A Retail Use Case of IT Governance. Starring: RBDMS, NoSQL, and Blockchain Technology
New technologies are breaking through and investors keep investing hoping for high-returns on IT markets that have over 10x growth predictions. However, like any other innovation, the main risk with new technologies is the lack of adoption.
- Fighting for Adoption
New technologies in IT are not struggling that much to raise money, but are struggling hard for adoption. The lack of adoption and the high-valuations of technologies that have no impact on day-to-day operations is a world crisis triggering factor.
Governance is essential to any organization and despite revolutionary new technologies, old-school governance systems are in place. There are many approaches to handling governance, so let’s use an example from the retail industry and try to explain governance in a world of big data and blockchain.
PaperSize is a company that sells paper products in brick & mortar stores as well as online. Being a new company, the fictive PaperSize uses integrated omnichannel marketing across all channels.
- Classic RBDMS
RBDMS is the term to define relational databases. The most common are Oracle Databases and SQL databases. A relational database can store structured data really well, but the developments in IT have shown the limitations of relational databases.
PaperSize used to rely on SQL databases, but now the data they collect is becoming so diverse, ranging from social media activity about their products, invoice and receipt data (both online and offline). PaperSize also has several concept stores where people interact with their products and that data is collected to improve their products.
SQL databases cannot handle such variety of information and are becoming a burden.
PaperSize operates mainly in France, The UK, Germany, Italy, and Spain, so most of their customers are EU citizens. PaperSize is subject to immense fines if they do not follow the EU GDPR regulations with the data they collect.
The tabular format of RBDMS is a limitation PaperSize does not afford. This is why PaperSize decided to move most of their content to non-relational NOSQL database, which makes it easier to both run big data programs about customer relations and improving their products, but also makes GDPR governance easier.
- NoSQL Databases
NoSQL databases can store insane volumes of data, both structured and unstructured. XML files from their website, videos from the concept store, invoice and internal documents, all are in one place and one click away.
That data is stored in a powerful customizable data lake and data scientists that work for PaperSize can perform all requests that come from higher management.
One big request for data scientists to handle came last year from the CEO of PaperSize that decided to expand to Greece and open several stores. Based on the data available in the data lake, data scientists have presented a report of how to arrange products on shelves. They used available public data about Greek citizens so that they adapted the design, price, and product placement to better fit the Greek society.
The analytics run decided it is a smart approach to open only 3 stores at first in Athens and only later expand more. After opening the 3 Athens stores that were a success, data gathered from these 3 stores correlated with data from stores located in other countries allowed for the opening of 10 more stores across Greece, all designed particularly for the respective Greece Market.
- Smart Contract Protocols (Blockchain)
PaperSize started as a crowdfunded project that raised over 10 million euros to develop their revolutionary paper products. PaperSize wants to keep initial customers that helped them raise funds very close to the company.
However, when hosting votes on some key issues of the company, the voting was fraudulent, the website was hacked, and data collected compromised.
A multi-purpose internal token (PPS) was created using blockchain technology. People that participated in the crowdfunding receive their share of tokens based on contribution. The token enables people holding the token to securely, uniquely, and anonymously vote inside the organization on several issues, despite being scattered across the world.
The employees of the company are also awarded their share of tokens and allowed to vote. The token is multipurpose and employees use their tokens to also login when they arrive at work or leave work, which keeps immutable track of employee attendance.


§ Task item
An exact copy of all the data below is needed.
--- --- ---
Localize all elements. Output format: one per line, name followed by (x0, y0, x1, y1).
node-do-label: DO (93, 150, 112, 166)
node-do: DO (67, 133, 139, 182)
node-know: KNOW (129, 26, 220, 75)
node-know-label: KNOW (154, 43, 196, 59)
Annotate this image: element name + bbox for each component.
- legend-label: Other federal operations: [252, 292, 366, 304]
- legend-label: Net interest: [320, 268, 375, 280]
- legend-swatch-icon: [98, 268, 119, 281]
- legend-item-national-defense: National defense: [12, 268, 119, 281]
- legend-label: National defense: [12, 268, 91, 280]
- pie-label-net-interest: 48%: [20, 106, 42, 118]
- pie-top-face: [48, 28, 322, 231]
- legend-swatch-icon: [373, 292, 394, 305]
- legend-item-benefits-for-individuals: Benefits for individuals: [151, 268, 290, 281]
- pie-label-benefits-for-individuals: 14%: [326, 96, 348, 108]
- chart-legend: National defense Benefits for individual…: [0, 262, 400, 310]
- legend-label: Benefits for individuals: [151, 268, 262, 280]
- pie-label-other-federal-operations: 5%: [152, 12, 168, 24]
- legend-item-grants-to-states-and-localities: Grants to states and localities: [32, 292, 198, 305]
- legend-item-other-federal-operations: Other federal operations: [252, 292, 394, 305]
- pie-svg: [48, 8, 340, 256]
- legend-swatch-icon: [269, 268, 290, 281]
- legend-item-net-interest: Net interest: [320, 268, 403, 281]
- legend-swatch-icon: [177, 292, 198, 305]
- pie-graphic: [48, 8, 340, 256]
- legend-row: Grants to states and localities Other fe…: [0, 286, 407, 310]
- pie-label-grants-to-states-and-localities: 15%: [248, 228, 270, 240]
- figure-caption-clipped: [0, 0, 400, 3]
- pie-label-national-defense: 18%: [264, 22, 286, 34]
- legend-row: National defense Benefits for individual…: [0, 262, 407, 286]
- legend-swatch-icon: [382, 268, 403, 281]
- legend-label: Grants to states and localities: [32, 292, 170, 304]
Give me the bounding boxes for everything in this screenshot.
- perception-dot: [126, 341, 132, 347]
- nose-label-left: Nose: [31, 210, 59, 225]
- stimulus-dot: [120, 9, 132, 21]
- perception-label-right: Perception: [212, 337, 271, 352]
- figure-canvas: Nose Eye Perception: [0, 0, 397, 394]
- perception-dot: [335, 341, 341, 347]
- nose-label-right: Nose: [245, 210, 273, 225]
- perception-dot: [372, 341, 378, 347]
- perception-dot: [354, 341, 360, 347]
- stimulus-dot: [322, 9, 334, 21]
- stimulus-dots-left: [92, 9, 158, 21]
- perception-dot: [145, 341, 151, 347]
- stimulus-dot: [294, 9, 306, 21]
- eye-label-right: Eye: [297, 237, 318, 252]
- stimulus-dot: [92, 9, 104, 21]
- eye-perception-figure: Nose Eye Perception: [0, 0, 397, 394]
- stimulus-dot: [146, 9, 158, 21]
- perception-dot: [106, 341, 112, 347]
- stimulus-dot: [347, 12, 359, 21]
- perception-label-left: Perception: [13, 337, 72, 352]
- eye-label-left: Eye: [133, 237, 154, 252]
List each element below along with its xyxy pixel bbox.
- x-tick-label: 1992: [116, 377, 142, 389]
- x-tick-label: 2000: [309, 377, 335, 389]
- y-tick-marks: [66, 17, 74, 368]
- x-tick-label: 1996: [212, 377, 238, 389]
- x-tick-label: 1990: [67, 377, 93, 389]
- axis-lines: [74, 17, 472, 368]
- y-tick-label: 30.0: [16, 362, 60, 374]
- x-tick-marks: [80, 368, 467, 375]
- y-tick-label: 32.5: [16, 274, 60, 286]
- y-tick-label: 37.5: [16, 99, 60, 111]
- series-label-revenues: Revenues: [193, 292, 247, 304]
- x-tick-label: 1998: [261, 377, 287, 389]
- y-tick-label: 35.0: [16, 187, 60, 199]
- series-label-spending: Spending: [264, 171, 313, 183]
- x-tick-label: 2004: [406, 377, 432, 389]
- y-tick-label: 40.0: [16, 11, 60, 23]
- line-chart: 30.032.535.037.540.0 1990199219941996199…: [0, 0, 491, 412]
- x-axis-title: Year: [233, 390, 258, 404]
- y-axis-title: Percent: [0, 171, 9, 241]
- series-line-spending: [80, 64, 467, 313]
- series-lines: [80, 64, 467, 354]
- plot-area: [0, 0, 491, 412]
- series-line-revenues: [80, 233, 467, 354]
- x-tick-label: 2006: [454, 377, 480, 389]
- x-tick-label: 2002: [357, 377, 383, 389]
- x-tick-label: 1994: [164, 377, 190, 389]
--- --- ---
§ Written answer
Localize all elements. Output format: one per line, name followed by (x0, y0, x1, y1).
node-do-label: DO (93, 150, 112, 166)
node-do: DO (67, 133, 139, 182)
node-know: KNOW (129, 26, 220, 75)
node-know-label: KNOW (154, 43, 196, 59)
Annotate this image: element name + bbox for each component.
- legend-label: Other federal operations: [252, 292, 366, 304]
- legend-label: Net interest: [320, 268, 375, 280]
- legend-swatch-icon: [98, 268, 119, 281]
- legend-item-national-defense: National defense: [12, 268, 119, 281]
- legend-label: National defense: [12, 268, 91, 280]
- pie-label-net-interest: 48%: [20, 106, 42, 118]
- pie-top-face: [48, 28, 322, 231]
- legend-swatch-icon: [373, 292, 394, 305]
- legend-item-benefits-for-individuals: Benefits for individuals: [151, 268, 290, 281]
- pie-label-benefits-for-individuals: 14%: [326, 96, 348, 108]
- chart-legend: National defense Benefits for individual…: [0, 262, 400, 310]
- legend-label: Benefits for individuals: [151, 268, 262, 280]
- pie-label-other-federal-operations: 5%: [152, 12, 168, 24]
- legend-item-grants-to-states-and-localities: Grants to states and localities: [32, 292, 198, 305]
- legend-item-other-federal-operations: Other federal operations: [252, 292, 394, 305]
- pie-svg: [48, 8, 340, 256]
- legend-swatch-icon: [269, 268, 290, 281]
- legend-item-net-interest: Net interest: [320, 268, 403, 281]
- legend-swatch-icon: [177, 292, 198, 305]
- pie-graphic: [48, 8, 340, 256]
- legend-row: Grants to states and localities Other fe…: [0, 286, 407, 310]
- pie-label-grants-to-states-and-localities: 15%: [248, 228, 270, 240]
- figure-caption-clipped: [0, 0, 400, 3]
- pie-label-national-defense: 18%: [264, 22, 286, 34]
- legend-row: National defense Benefits for individual…: [0, 262, 407, 286]
- legend-swatch-icon: [382, 268, 403, 281]
- legend-label: Grants to states and localities: [32, 292, 170, 304]
Give me the bounding boxes for everything in this screenshot.
- perception-dot: [126, 341, 132, 347]
- nose-label-left: Nose: [31, 210, 59, 225]
- stimulus-dot: [120, 9, 132, 21]
- perception-label-right: Perception: [212, 337, 271, 352]
- figure-canvas: Nose Eye Perception: [0, 0, 397, 394]
- perception-dot: [335, 341, 341, 347]
- nose-label-right: Nose: [245, 210, 273, 225]
- perception-dot: [372, 341, 378, 347]
- perception-dot: [354, 341, 360, 347]
- stimulus-dot: [322, 9, 334, 21]
- stimulus-dots-left: [92, 9, 158, 21]
- perception-dot: [145, 341, 151, 347]
- stimulus-dot: [294, 9, 306, 21]
- eye-label-right: Eye: [297, 237, 318, 252]
- stimulus-dot: [92, 9, 104, 21]
- eye-perception-figure: Nose Eye Perception: [0, 0, 397, 394]
- stimulus-dot: [146, 9, 158, 21]
- perception-dot: [106, 341, 112, 347]
- stimulus-dot: [347, 12, 359, 21]
- perception-label-left: Perception: [13, 337, 72, 352]
- eye-label-left: Eye: [133, 237, 154, 252]
List each element below along with its xyxy pixel bbox.
- x-tick-label: 1992: [116, 377, 142, 389]
- x-tick-label: 2000: [309, 377, 335, 389]
- y-tick-marks: [66, 17, 74, 368]
- x-tick-label: 1996: [212, 377, 238, 389]
- x-tick-label: 1990: [67, 377, 93, 389]
- axis-lines: [74, 17, 472, 368]
- y-tick-label: 30.0: [16, 362, 60, 374]
- x-tick-marks: [80, 368, 467, 375]
- y-tick-label: 32.5: [16, 274, 60, 286]
- y-tick-label: 37.5: [16, 99, 60, 111]
- series-label-revenues: Revenues: [193, 292, 247, 304]
- x-tick-label: 1998: [261, 377, 287, 389]
- y-tick-label: 35.0: [16, 187, 60, 199]
- series-label-spending: Spending: [264, 171, 313, 183]
- x-tick-label: 2004: [406, 377, 432, 389]
- y-tick-label: 40.0: [16, 11, 60, 23]
- line-chart: 30.032.535.037.540.0 1990199219941996199…: [0, 0, 491, 412]
- x-axis-title: Year: [233, 390, 258, 404]
- y-axis-title: Percent: [0, 171, 9, 241]
- series-line-spending: [80, 64, 467, 313]
- series-lines: [80, 64, 467, 354]
- plot-area: [0, 0, 491, 412]
- series-line-revenues: [80, 233, 467, 354]
- x-tick-label: 2006: [454, 377, 480, 389]
- x-tick-label: 2002: [357, 377, 383, 389]
- x-tick-label: 1994: [164, 377, 190, 389]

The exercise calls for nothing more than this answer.